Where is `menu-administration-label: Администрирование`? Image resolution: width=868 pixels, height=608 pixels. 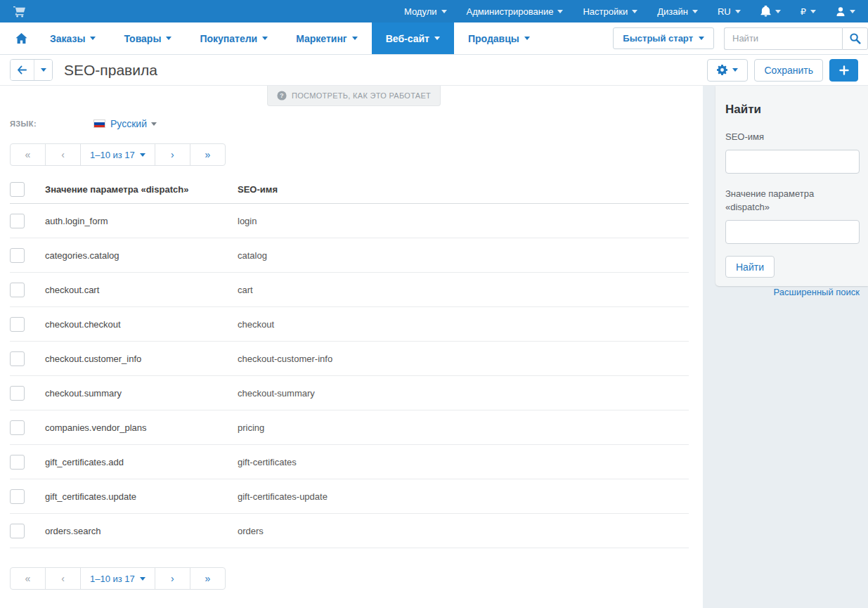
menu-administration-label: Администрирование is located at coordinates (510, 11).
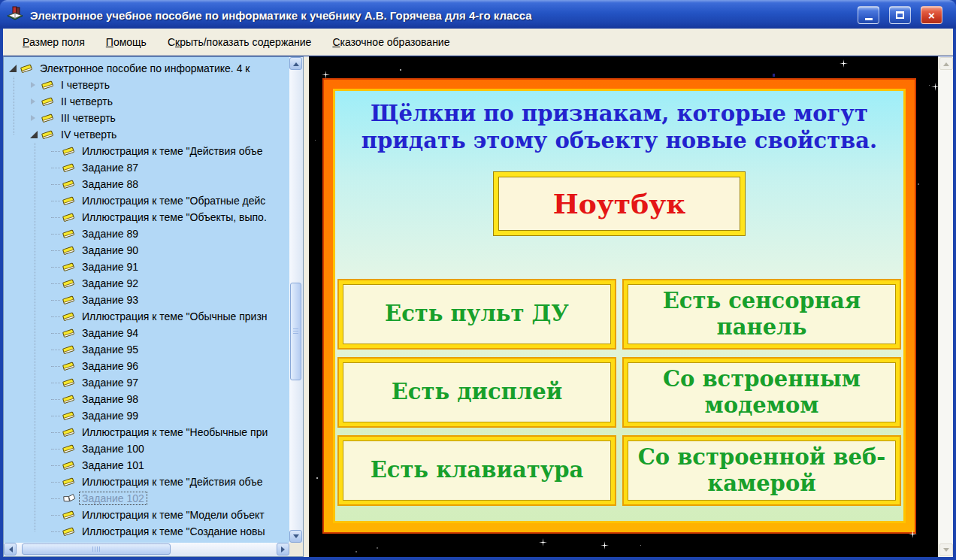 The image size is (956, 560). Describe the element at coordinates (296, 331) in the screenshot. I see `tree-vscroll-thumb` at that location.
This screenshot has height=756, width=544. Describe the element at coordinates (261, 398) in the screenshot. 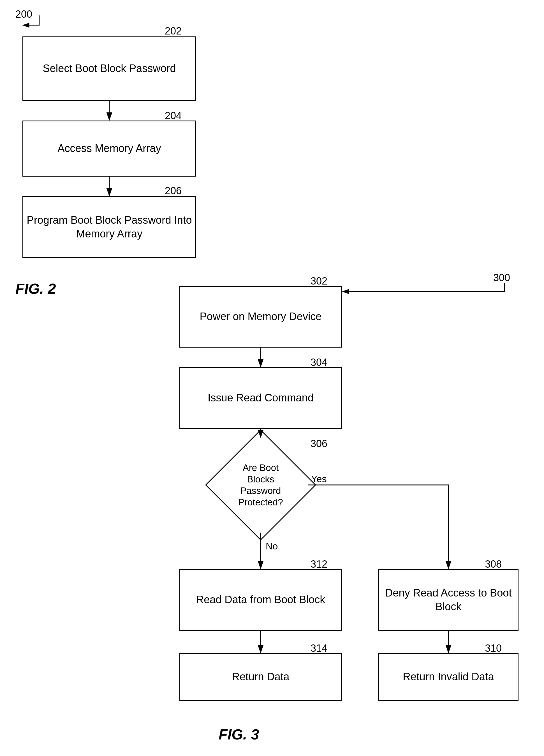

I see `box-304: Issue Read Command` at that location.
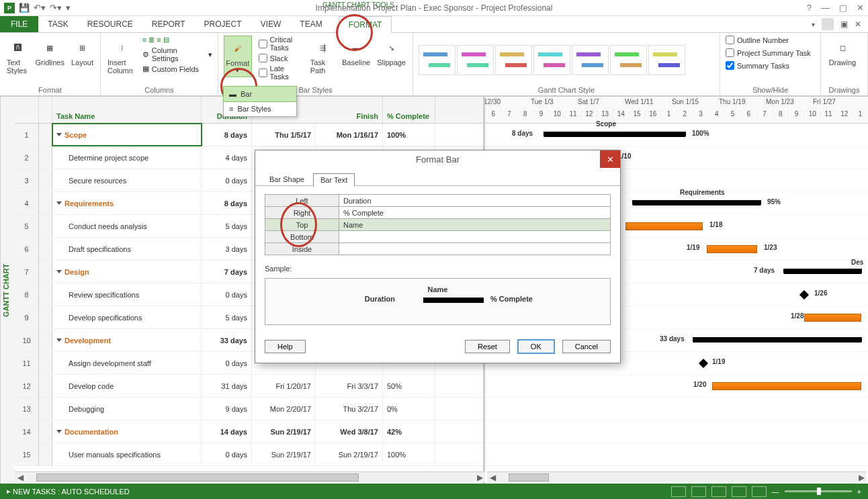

* **YOUR INSTRUCTIONS**:
The preceding entries are to be returned verbatim, with every picture excluded.

* **SOLUTION TO THIS TASK**:
Where is `menu-administration-label: Администрирование`? Image resolution: width=868 pixels, height=608 pixels. 
menu-administration-label: Администрирование is located at coordinates (510, 11).
 The image size is (956, 560). Describe the element at coordinates (296, 331) in the screenshot. I see `tree-vscroll-thumb` at that location.
This screenshot has height=756, width=544. Describe the element at coordinates (261, 398) in the screenshot. 

I see `box-304: Issue Read Command` at that location.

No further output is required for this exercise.